Ajit Pawar, Maharashtra’s deputy chief minister whose rebellion against his uncle Sharad Pawar in 2023 created a stir in the state’s politics, has died in a plane crash.
The 66 year old was travelling with four other individuals according to the Directorate General of Civil Aviation to Baramati in a chartered flight (Learjet 45, operated by VSR), when the plane crashed during landing at around 8.45 am. The other four, DGCA said, were Pawar’s personal security officer and an attendant, along with the pilot-in-command and first officer. According to initial reports, no one is believed to have survived the crash.
Pawar was travelling to Baramati to address public meetings that had been scheduled there ahead of the upcoming zilla parishad elections. These elections were particularly crucial for Pawar, whose party the Nationalist Congress Party (NCP) had failed to win the municipal elections in Pune and Pimpri Chinchwad despite forming an alliance with his uncle Sharad Pawar’s faction of the NCP earlier this month.
Among the leaders who mourned his loss was Prime Minister Narendra Modi, who posted on X, “Shri Ajit Pawar Ji was a leader of the people, having a strong grassroots level connect.
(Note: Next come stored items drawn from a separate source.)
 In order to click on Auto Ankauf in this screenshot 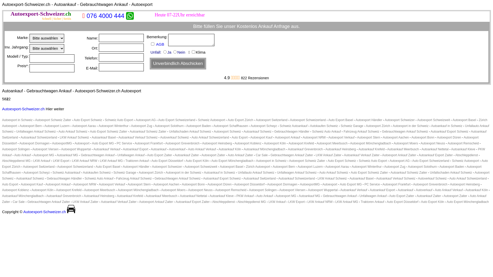, I will do `click(23, 155)`.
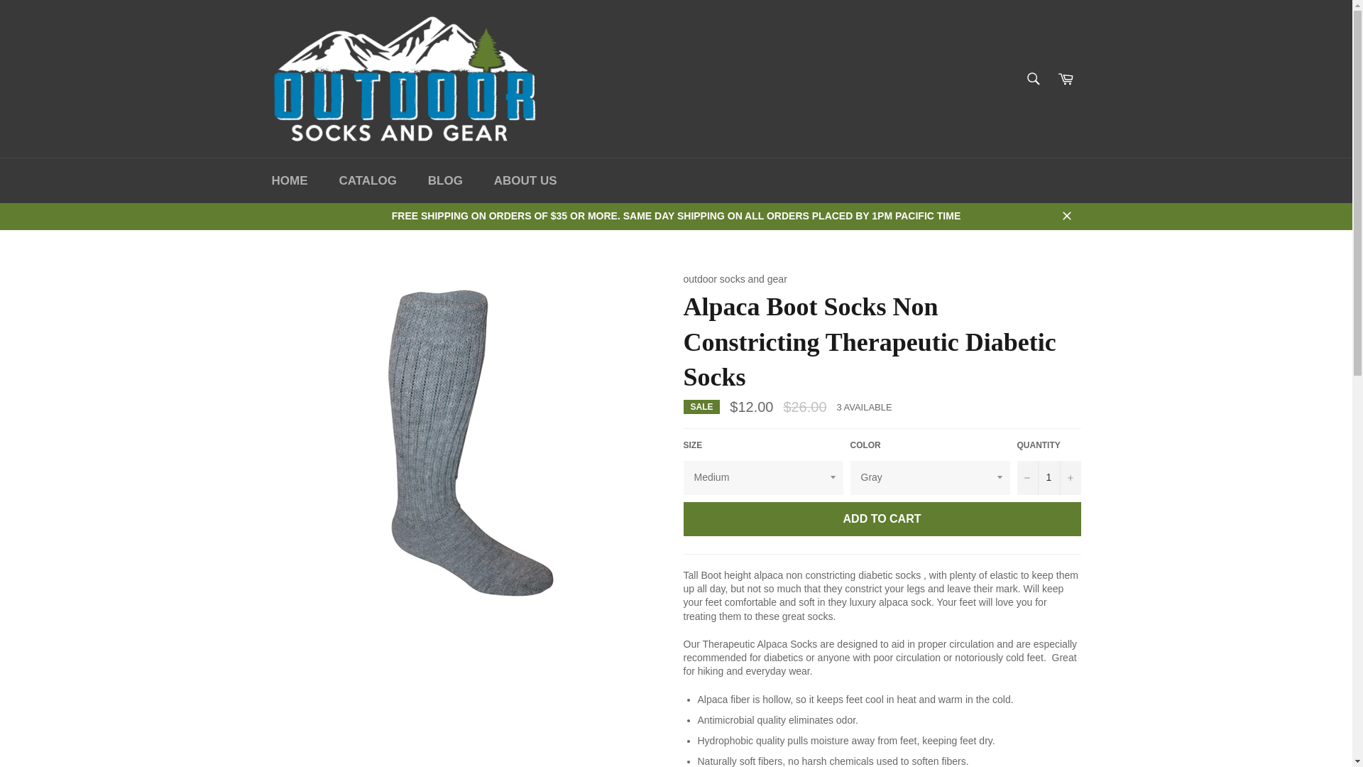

He was widely respected as a hardworking personality at the forefront of serving the people of Maharashtra. His understanding of administrative matters and passion for empowering the poor and downtrodden were also noteworthy. His untimely demise is very shocking and saddening. Condolences to his family and countless admirers. Om Shanti.”
23 Jan 2026 - Vol 04 | Issue 55
Trump controls the future | An unequal fight against pollution
Pawar drew his political capital, like the rest of his family, from Western Maharashtra, where power resided in controlling sugar plantations and sugar cooperatives, something Pawar excelled in. He entered Lok Sabha for the first time in 1991 from the Baramati parliamentary constituency, but later gave up that seat when Sharad Pawar wanted to enter the fray from that constituency. Since then, while some member of the Pawar family controlled the parliamentary constituency, Pawar held the assembly constituency, winning it constituency seven times.
When he split the NCP and joined the Mahayuti government, it sent shock-waves throughout the state’s political landscape. In recent times, however he had been giving signals that the two factions might rejoin. After their failure in the municipal polls, Pawar had hinted that the two factions would contest the zilla parishad elections under his party symbol of the clock, reviving talks that that a merger was around the corner.